No, I don’t think that is an accurate summary, but that’s on me for leaving out the key piece: I apply very different standards to myself vs others. If I am late, I know all the things I counterfactually could have done to instead be on time but didn’t. When I tell others the story of why I’m late, it usually feels like an excuse I don’t quite believe. When others are (occasionally) late, I too am curious to hear their stories.
When someone (in a friendship context) is chronically late, you learn to expect it and route around it, whether they have a story or not, and whether the story is entertaining or believable or not. It’s not a big deal because you’ve established that expectation. But I’m never going to ask that friend to drive me to the airport.
When someone (in a casual or friendly context) is actively talking about planning and time, and you know they’re being unrealistically optimistic but they don’t want to hear it, then from then on you know not to believe their stories on why they’re late. They’re late because they’re not interested in planning to be on time. The story is not evidence of the real ‘why’. Whether or not this is fine is entirely dependent on context. In some cultures, it’s expected to be late to things, sometimes even hours late, and being on time could actually be a problem because everyone else won’t be ready. In others, being early is fine but being late is unacceptable—a lot of structured social activities, like team sports or many kinds of classes, are like this. In some cases both are seen as bad—I’ve known a few people (all of German descent, TINACBNIEAC) who would literally drive to the corner and wait in their cars, ideally just out of sight, until 1-2 minutes before they were ‘supposed’ to arrive, so as to get to the door pretty much literally as the clock changed to the ‘right’ time.
When someone (in a business context) is chronically or unapologetically late, it’s potentially but not unambiguously some combination of rude, disrespectful, counterproductive, and wasteful. If it’s because they had back to back meetings and one ran over, or they needed to use the bathroom in between, or they’re having technical difficulties, or some urgent personal matter came up, no problem! But you’re supposed to take 10 seconds to send a message letting people know, and if you can but don’t, that’s a problem. If it’s some sort of (even inadvertent) power move, because they don’t care about your time, that might be something you just have to deal with from your boss or a client, but it is always frustrating.
I think there’s a useful point here, though I’m not sure the framing makes it clear what you want readers to take away from it.
Relevant personal anecdote: Over the past few years I’ve had the pleasure of visiting 38 US national parks, and even small differences in accessibility seem to greatly alter the makeup and mindset of the visiting population. For example, Zion and Canyonlands are not so far apart or so different in absolute terms. But, in Zion, which is more readily reachable from major highways and cities, many of the guests show up with no plan or gear, seem to think it’s acceptable to carve games of tic tac toe into stones, and need signs warning them that squirrels will bite you if you try to feed and pet them. Canyonlands provides a lot less handholding, because most of the people who choose to go there do so more deliberately, with at least marginally more understanding of what they’re getting into. None of these are anywhere near the level of preparation and skill you’d need to survive in a real wilderness, of course, but I certainly found it striking how the visitors to two different parks in the same state have such different expectations/needs for how sanitized they want their experience of ‘nature’ to be.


Find the lines of the records in which the word "this" appears and report how many there are, as a number alone.
*** Opening Task inputs ***
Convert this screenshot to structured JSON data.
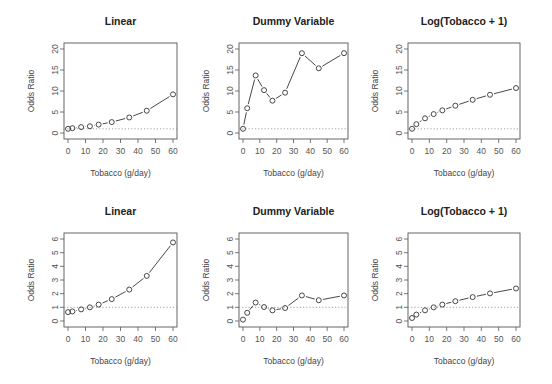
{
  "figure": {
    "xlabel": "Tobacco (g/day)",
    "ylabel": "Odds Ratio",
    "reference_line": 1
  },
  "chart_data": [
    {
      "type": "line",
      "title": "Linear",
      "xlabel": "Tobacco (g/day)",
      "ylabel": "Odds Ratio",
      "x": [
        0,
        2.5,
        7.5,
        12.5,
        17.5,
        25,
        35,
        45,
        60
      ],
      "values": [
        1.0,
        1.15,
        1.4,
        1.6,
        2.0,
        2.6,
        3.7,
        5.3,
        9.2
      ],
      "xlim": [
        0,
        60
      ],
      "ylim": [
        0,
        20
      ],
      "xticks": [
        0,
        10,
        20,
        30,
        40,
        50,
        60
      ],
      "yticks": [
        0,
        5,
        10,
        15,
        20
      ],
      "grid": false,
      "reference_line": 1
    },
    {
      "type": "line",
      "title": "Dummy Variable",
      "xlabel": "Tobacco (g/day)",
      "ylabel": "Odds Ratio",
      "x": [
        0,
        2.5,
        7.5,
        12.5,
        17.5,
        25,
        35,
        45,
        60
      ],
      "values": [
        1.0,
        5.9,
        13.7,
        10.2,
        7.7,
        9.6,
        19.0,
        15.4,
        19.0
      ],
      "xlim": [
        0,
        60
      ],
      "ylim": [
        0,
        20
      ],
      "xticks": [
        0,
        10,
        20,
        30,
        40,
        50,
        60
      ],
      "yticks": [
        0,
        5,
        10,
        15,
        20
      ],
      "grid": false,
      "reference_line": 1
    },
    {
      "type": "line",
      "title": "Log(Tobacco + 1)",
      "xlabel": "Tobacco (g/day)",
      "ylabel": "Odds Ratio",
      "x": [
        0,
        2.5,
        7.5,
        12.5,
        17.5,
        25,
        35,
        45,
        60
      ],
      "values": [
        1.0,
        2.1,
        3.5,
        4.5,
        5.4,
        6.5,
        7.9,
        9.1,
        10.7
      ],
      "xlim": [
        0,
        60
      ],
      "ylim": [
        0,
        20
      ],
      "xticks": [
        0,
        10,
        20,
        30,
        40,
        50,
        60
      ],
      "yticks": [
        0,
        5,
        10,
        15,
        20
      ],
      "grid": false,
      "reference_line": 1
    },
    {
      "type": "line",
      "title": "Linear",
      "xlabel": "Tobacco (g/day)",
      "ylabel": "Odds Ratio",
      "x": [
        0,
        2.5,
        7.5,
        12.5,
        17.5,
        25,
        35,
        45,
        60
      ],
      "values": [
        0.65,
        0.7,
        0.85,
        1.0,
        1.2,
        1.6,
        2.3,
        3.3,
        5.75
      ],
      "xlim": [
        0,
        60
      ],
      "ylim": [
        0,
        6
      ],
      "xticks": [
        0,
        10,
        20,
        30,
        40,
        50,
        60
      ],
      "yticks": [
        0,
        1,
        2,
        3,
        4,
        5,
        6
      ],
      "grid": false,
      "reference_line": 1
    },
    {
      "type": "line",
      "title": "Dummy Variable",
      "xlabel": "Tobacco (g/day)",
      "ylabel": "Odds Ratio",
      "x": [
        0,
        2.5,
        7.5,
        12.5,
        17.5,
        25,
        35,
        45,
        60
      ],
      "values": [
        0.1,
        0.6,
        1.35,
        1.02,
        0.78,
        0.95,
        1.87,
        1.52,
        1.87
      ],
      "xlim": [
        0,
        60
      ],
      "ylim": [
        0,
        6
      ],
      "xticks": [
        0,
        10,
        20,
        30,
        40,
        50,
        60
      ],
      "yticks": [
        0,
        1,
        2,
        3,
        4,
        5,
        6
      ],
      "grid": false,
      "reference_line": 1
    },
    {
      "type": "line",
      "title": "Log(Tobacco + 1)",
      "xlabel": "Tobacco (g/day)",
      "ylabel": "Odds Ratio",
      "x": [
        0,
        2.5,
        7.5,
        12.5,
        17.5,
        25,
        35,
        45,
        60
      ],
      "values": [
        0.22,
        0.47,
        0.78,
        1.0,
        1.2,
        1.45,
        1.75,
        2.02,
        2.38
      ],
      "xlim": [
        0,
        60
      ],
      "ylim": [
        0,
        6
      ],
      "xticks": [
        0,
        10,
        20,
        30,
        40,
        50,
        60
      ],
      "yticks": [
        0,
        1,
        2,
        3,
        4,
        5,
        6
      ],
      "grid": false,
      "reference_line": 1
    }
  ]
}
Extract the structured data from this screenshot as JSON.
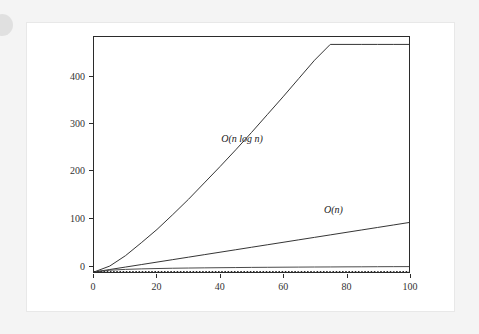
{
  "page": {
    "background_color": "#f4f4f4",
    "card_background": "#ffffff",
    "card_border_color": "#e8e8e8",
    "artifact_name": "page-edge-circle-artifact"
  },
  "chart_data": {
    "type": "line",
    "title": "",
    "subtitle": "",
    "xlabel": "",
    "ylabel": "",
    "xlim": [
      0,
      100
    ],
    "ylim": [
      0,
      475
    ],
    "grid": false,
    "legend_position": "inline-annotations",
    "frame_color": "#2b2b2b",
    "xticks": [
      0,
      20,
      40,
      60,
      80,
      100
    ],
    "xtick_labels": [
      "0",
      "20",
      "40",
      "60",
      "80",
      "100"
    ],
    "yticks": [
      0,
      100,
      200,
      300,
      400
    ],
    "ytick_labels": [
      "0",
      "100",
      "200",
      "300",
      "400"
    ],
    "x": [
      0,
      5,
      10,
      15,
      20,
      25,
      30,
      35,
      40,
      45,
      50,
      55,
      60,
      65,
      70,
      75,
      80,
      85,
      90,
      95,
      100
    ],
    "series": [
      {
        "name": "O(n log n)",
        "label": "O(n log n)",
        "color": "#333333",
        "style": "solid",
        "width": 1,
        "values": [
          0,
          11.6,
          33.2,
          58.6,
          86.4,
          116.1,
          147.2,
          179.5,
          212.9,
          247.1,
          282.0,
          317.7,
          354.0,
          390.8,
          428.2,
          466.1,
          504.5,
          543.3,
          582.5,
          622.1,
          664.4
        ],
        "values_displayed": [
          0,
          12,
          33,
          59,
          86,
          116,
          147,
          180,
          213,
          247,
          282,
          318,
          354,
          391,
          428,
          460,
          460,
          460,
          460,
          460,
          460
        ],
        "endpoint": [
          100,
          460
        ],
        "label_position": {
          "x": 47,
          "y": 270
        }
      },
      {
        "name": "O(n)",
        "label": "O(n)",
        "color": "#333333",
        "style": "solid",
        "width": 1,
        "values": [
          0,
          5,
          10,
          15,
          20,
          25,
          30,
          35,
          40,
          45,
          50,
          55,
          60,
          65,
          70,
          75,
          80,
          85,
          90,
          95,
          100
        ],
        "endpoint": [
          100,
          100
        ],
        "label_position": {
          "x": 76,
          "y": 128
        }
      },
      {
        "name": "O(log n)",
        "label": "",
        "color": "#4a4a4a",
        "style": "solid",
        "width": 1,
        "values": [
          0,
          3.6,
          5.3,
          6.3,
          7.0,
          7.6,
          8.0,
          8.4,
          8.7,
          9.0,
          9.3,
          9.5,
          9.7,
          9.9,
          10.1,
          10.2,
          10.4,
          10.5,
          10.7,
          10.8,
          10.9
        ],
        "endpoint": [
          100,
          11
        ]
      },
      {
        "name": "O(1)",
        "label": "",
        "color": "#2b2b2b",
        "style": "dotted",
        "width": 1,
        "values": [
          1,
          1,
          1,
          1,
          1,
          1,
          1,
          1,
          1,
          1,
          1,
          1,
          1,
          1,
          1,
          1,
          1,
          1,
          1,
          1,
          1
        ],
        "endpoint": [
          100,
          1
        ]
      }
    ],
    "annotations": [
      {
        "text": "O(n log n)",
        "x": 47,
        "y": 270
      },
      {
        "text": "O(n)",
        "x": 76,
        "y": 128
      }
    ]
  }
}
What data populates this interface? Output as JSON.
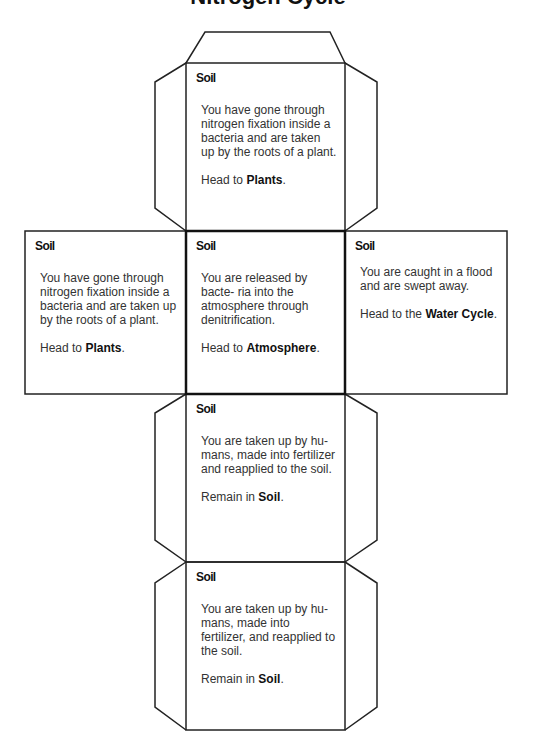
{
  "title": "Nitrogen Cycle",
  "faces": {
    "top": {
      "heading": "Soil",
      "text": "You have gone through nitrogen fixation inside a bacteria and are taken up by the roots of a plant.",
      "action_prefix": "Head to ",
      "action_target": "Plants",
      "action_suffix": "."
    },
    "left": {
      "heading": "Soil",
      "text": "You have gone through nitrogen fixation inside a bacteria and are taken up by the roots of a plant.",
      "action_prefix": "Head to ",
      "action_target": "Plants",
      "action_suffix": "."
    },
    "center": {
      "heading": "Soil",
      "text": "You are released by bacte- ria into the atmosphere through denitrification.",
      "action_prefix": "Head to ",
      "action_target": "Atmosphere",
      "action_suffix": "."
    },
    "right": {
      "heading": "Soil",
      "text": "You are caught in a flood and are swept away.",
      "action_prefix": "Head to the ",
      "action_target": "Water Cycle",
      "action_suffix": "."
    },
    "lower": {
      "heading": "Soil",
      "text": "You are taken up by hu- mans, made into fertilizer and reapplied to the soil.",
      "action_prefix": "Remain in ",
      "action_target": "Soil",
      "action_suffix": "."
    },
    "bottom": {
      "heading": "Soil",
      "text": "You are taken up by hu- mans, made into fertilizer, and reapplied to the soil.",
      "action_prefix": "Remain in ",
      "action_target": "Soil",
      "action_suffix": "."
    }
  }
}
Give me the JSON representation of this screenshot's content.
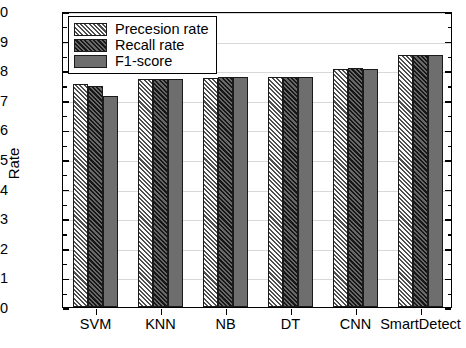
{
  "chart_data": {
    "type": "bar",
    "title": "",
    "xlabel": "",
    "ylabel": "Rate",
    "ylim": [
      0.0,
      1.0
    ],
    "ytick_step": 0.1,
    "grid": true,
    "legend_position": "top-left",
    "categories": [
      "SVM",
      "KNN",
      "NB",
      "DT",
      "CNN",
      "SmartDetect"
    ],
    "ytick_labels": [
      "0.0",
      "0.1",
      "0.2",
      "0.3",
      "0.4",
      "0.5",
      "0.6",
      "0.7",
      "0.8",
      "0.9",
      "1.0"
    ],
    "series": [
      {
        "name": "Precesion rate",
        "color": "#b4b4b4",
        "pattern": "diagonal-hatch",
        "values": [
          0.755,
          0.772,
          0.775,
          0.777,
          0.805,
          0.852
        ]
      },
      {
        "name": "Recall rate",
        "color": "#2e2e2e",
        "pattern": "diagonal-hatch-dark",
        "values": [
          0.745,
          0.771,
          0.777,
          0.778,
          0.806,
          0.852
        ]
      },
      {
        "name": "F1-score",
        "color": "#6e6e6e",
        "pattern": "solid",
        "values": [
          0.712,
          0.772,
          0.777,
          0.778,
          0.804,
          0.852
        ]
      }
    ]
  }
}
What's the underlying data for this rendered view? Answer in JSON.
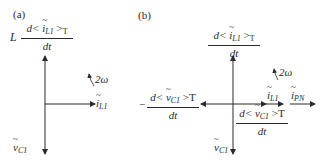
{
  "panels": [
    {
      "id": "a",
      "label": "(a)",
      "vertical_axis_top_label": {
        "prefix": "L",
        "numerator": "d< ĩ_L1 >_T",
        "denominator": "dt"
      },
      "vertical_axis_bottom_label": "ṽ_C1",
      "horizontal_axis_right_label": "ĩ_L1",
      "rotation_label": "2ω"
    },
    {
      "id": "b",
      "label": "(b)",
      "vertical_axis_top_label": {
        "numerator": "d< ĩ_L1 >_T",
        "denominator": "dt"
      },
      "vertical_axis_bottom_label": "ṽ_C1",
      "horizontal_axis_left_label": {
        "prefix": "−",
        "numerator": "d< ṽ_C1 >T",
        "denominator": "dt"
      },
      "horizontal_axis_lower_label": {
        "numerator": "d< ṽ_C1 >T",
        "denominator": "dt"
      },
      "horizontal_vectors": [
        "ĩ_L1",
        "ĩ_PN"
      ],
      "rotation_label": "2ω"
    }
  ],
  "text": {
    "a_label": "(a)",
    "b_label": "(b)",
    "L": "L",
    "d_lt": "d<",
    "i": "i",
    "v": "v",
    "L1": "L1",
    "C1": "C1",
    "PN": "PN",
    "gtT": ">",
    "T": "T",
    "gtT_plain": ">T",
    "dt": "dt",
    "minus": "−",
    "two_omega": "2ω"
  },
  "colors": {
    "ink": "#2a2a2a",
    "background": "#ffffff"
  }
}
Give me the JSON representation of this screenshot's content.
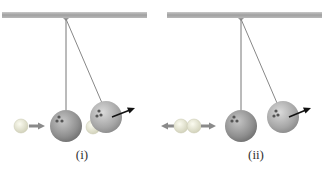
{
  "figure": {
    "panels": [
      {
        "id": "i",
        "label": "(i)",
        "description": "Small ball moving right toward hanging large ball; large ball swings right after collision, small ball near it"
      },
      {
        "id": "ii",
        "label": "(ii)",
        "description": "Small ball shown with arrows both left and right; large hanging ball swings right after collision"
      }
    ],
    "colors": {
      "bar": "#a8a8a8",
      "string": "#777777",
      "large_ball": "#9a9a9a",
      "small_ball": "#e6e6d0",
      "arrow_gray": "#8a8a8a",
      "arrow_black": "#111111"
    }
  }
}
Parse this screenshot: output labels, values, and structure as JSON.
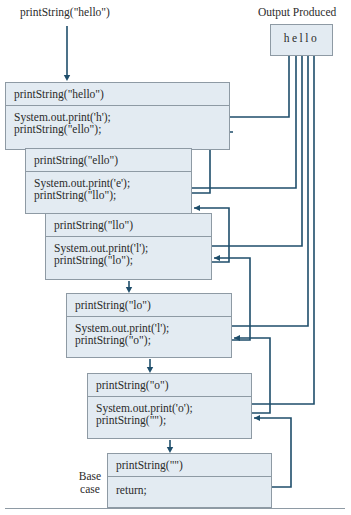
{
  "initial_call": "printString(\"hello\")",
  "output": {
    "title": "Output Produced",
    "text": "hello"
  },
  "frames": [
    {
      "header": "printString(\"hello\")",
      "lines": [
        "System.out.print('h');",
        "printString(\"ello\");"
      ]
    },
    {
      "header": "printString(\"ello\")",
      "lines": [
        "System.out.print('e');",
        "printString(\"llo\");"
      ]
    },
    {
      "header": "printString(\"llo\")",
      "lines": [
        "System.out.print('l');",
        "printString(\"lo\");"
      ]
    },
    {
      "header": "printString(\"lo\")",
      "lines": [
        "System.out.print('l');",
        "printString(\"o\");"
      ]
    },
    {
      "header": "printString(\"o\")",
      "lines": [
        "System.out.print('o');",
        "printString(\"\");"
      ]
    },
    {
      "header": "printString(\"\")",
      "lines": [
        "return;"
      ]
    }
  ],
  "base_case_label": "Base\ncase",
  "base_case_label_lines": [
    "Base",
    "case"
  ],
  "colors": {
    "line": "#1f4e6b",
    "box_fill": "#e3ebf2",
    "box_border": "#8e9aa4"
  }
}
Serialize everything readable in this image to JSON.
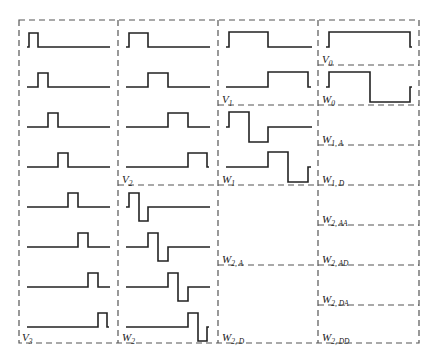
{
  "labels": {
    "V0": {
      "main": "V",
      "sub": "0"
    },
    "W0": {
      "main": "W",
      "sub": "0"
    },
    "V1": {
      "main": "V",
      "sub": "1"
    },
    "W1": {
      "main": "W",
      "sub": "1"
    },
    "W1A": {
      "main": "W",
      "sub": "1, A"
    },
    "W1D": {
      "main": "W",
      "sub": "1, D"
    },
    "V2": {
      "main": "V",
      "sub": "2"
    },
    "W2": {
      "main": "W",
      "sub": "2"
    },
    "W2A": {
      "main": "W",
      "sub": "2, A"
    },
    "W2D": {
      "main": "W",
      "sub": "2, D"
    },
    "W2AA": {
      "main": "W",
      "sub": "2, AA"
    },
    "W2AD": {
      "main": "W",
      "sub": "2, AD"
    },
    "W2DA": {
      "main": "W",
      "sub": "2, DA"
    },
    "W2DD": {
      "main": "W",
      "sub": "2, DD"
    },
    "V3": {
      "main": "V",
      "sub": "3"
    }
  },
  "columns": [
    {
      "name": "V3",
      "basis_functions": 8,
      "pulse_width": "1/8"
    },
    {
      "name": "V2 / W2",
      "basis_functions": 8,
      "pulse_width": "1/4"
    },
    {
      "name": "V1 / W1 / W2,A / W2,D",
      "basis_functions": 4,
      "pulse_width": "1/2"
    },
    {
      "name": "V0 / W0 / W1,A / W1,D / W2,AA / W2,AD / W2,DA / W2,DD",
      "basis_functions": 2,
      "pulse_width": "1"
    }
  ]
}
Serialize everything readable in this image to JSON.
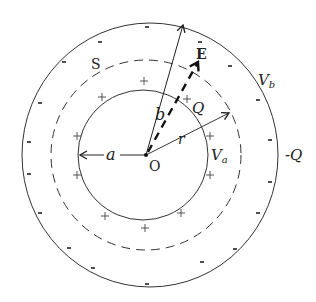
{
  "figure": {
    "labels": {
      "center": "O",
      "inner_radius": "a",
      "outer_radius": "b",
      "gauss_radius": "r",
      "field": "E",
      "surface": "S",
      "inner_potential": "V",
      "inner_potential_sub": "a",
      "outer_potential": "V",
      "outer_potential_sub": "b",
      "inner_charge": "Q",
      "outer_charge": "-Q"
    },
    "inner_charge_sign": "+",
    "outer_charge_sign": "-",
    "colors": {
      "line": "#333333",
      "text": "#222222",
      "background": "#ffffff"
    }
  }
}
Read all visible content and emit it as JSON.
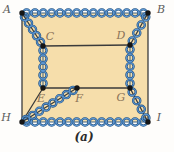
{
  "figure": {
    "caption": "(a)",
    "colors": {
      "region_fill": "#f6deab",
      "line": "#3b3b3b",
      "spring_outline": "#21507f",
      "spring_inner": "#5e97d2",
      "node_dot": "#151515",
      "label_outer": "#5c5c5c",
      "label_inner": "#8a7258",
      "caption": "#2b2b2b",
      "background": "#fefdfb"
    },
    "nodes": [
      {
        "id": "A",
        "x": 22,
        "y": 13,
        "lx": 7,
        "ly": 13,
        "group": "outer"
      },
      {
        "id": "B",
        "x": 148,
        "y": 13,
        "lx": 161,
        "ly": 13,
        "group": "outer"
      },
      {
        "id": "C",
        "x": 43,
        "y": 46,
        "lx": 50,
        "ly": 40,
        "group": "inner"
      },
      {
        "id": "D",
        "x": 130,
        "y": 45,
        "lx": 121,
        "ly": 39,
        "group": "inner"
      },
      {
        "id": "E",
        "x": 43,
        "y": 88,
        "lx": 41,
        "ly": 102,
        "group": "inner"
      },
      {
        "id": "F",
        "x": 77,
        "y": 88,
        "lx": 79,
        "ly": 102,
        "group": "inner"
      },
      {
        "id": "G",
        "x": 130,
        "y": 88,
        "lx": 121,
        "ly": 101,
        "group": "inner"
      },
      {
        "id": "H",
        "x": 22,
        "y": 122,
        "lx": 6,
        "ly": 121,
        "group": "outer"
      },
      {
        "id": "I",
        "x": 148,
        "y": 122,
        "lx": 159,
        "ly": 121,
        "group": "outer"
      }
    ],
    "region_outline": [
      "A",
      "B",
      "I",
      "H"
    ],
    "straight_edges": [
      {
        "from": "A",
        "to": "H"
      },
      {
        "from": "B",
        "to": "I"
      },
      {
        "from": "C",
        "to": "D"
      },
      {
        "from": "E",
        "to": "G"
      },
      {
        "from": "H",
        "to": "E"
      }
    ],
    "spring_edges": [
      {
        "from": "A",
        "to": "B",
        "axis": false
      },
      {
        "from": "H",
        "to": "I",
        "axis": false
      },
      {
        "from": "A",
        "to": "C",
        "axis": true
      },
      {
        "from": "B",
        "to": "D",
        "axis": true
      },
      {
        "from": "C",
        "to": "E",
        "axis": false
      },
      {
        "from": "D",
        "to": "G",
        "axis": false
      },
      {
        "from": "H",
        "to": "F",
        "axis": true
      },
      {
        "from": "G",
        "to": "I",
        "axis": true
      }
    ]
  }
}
*** Closing Task inputs ***
§ **Final answer**
9